Updated

The Berlin opera house widely criticized for withdrawing a production amid fears it might provoke violence from Muslims may consider re-staging the opera if it receives security assurances.

Deutche Oper managing director Kirsten Harms stressed in an interview with the B.Z. newspaper that Mozart's "Idomeneo" has not been dropped completely.

"'Idomeneo' has not been canceled," Harms said in comments published Thursday. "Only the four November performances are not being performed because we live in a very sensitive time."

CountryWatch: Germany

She didn't elaborate on what that meant for the opera's fate, since no further performances are scheduled. Bild newspaper reported Deutsche Oper spokesman Alexander Busche said that "if we get the appropriate security guarantees, then we would seriously consider resuming the production."

One scene of the production features the severed heads of Jesus, Buddha and Muhammad — an invention of director Hans Neuenfels.

He refused a request to remove that particular bit from his production — his protest, as he put it, "against any form of organized religion or its founder." The production had not been performed since 2004.

Harms and the company have been widely criticized by politicians and in the news media for dropping the four performances after receiving a security warning from police. Many critics have said it was an unnecessary capitulation to fear and a blow to freedom of speech.

At a government summit Tuesday with Islamic leaders, Interior Minister Wolfgang Schaeuble proposed that the participants go to see the opera together if it is ever staged again. Chancellor Angela Merkel weighed in, saying, "Self-censorship out of fear is not acceptable."

The Bild newspaper asked in a headline "Why are we bowing to Islam" and published a doctored picture of the Reichstag parliament building with a crescent and minarets, the towers associated with mosques.

Berlin's top cultural official, Thomas Flierl, said that he wanted the opera brought back. "We want to create conditions so that the opera can be possible again," he told B.Z.

The opera debate comes amid controversy over remarks by Pope Benedict XVI, who outraged many in the Muslim world by quoting a Christian emperor's words that termed Islam "evil" and "inhuman," and follows the outrage earlier this year over caricatures of Muhammad published in a Danish newspaper.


### What you will do
Track down each line below containing the string "temperature" and copy it.

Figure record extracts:
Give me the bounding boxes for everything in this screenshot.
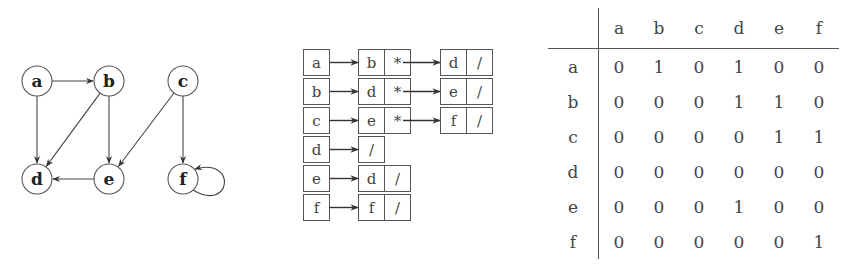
matrix-row-a: a010100 [548,49,839,85]
matrix-cell: 0 [679,119,719,154]
matrix-cell: 0 [599,154,640,189]
matrix-cell: 1 [719,84,759,119]
list-node-value-d: d [358,78,385,105]
matrix-cell: 0 [599,119,640,154]
list-node-value-d: d [358,165,385,192]
matrix-cell: 0 [799,154,839,189]
list-head-a: a [303,49,330,76]
matrix-cell: 0 [599,84,640,119]
list-head-f: f [303,194,330,221]
null-pointer: / [384,194,411,221]
matrix-cell: 1 [719,49,759,85]
matrix-cell: 0 [679,49,719,85]
next-pointer: * [384,78,411,105]
matrix-row-d: d000000 [548,154,839,189]
node-label: e [104,169,115,189]
edge-b-d [46,93,100,166]
matrix-cell: 0 [679,224,719,259]
matrix-cell: 0 [679,189,719,224]
matrix-cell: 0 [599,224,640,259]
directed-graph: abcdef [0,0,260,265]
list-head-d: d [303,136,330,163]
list-node-value-e: e [358,107,385,134]
node-label: b [103,71,115,91]
matrix-cell: 0 [799,84,839,119]
matrix-col-d: d [719,8,759,49]
matrix-row-label: d [548,154,599,189]
graph-node-e: e [94,164,124,194]
matrix-cell: 1 [639,49,679,85]
matrix-cell: 0 [799,189,839,224]
null-pointer: / [358,136,385,163]
matrix-row-label: c [548,119,599,154]
matrix-cell: 1 [799,224,839,259]
graph-node-b: b [94,66,124,96]
matrix-header-row: abcdef [548,8,839,49]
matrix-cell: 1 [719,189,759,224]
matrix-cell: 0 [759,154,799,189]
matrix-cell: 0 [759,224,799,259]
graph-nodes: abcdef [22,66,198,194]
null-pointer: / [466,78,493,105]
matrix-col-f: f [799,8,839,49]
next-pointer: * [384,49,411,76]
null-pointer: / [466,49,493,76]
graph-node-c: c [168,66,198,96]
list-head-c: c [303,107,330,134]
matrix-col-c: c [679,8,719,49]
node-label: c [178,71,188,91]
matrix-row-e: e000100 [548,189,839,224]
graph-node-f: f [168,164,198,194]
matrix-cell: 0 [799,49,839,85]
matrix-cell: 0 [679,84,719,119]
matrix-cell: 0 [759,49,799,85]
matrix-row-label: e [548,189,599,224]
list-node-value-d: d [440,49,467,76]
matrix-cell: 0 [719,119,759,154]
matrix-row-label: b [548,84,599,119]
node-label: a [31,71,42,91]
list-node-value-b: b [358,49,385,76]
matrix-col-e: e [759,8,799,49]
matrix-cell: 0 [639,224,679,259]
adjacency-list: ab*d/bd*e/ce*f/d/ed/ff/ [290,0,530,265]
list-node-value-f: f [440,107,467,134]
matrix-cell: 0 [759,189,799,224]
matrix-cell: 0 [679,154,719,189]
matrix-cell: 0 [719,154,759,189]
graph-node-a: a [22,66,52,96]
node-label: d [31,169,43,189]
matrix-cell: 0 [719,224,759,259]
matrix-row-f: f000001 [548,224,839,259]
matrix-cell: 0 [599,189,640,224]
list-head-e: e [303,165,330,192]
next-pointer: * [384,107,411,134]
matrix-cell: 0 [639,189,679,224]
matrix-row-c: c000011 [548,119,839,154]
matrix-row-label: a [548,49,599,85]
null-pointer: / [466,107,493,134]
graph-node-d: d [22,164,52,194]
matrix-cell: 0 [599,49,640,85]
matrix-cell: 0 [639,154,679,189]
adjacency-matrix: abcdef a010100b000110c000011d000000e0001… [548,8,839,259]
matrix-corner [548,8,599,49]
list-node-value-f: f [358,194,385,221]
matrix-cell: 0 [639,84,679,119]
matrix-cell: 1 [759,119,799,154]
matrix-col-b: b [639,8,679,49]
null-pointer: / [384,165,411,192]
matrix-cell: 1 [759,84,799,119]
matrix-col-a: a [599,8,640,49]
list-head-b: b [303,78,330,105]
edge-c-e [119,93,174,166]
graph-canvas: abcdef [0,0,260,265]
matrix-row-label: f [548,224,599,259]
matrix-cell: 1 [799,119,839,154]
matrix-row-b: b000110 [548,84,839,119]
list-node-value-e: e [440,78,467,105]
matrix-cell: 0 [639,119,679,154]
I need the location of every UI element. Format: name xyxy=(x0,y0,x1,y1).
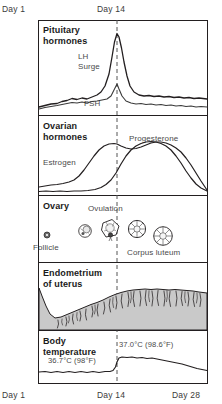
primordial-follicle-icon xyxy=(44,232,50,238)
diagram-canvas xyxy=(0,0,222,404)
estrogen-curve xyxy=(39,142,207,190)
panel-frame-ovary xyxy=(39,196,208,263)
fsh-curve xyxy=(39,84,207,109)
early-corpus-luteum-icon xyxy=(128,220,145,237)
menstrual-cycle-figure: Day 1 Day 14 Day 1 Day 14 Day 28 Pituita… xyxy=(0,0,222,404)
ovarian-curves xyxy=(39,142,207,192)
ovary-stages xyxy=(44,220,172,246)
progesterone-curve xyxy=(39,142,207,192)
mature-corpus-luteum-icon xyxy=(154,227,173,246)
ruptured-follicle-icon xyxy=(102,220,120,242)
growing-follicle-icon xyxy=(79,225,92,238)
endometrium-fill xyxy=(39,288,207,330)
temperature-curve-group xyxy=(39,357,207,373)
pituitary-curves xyxy=(39,34,207,110)
body-temperature-curve xyxy=(39,357,207,373)
lh-curve xyxy=(39,34,207,108)
endometrium-graphic xyxy=(39,288,207,330)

### Task answer
temperature-curve-group xyxy=(39,357,207,373)
body-temperature-curve xyxy=(39,357,207,373)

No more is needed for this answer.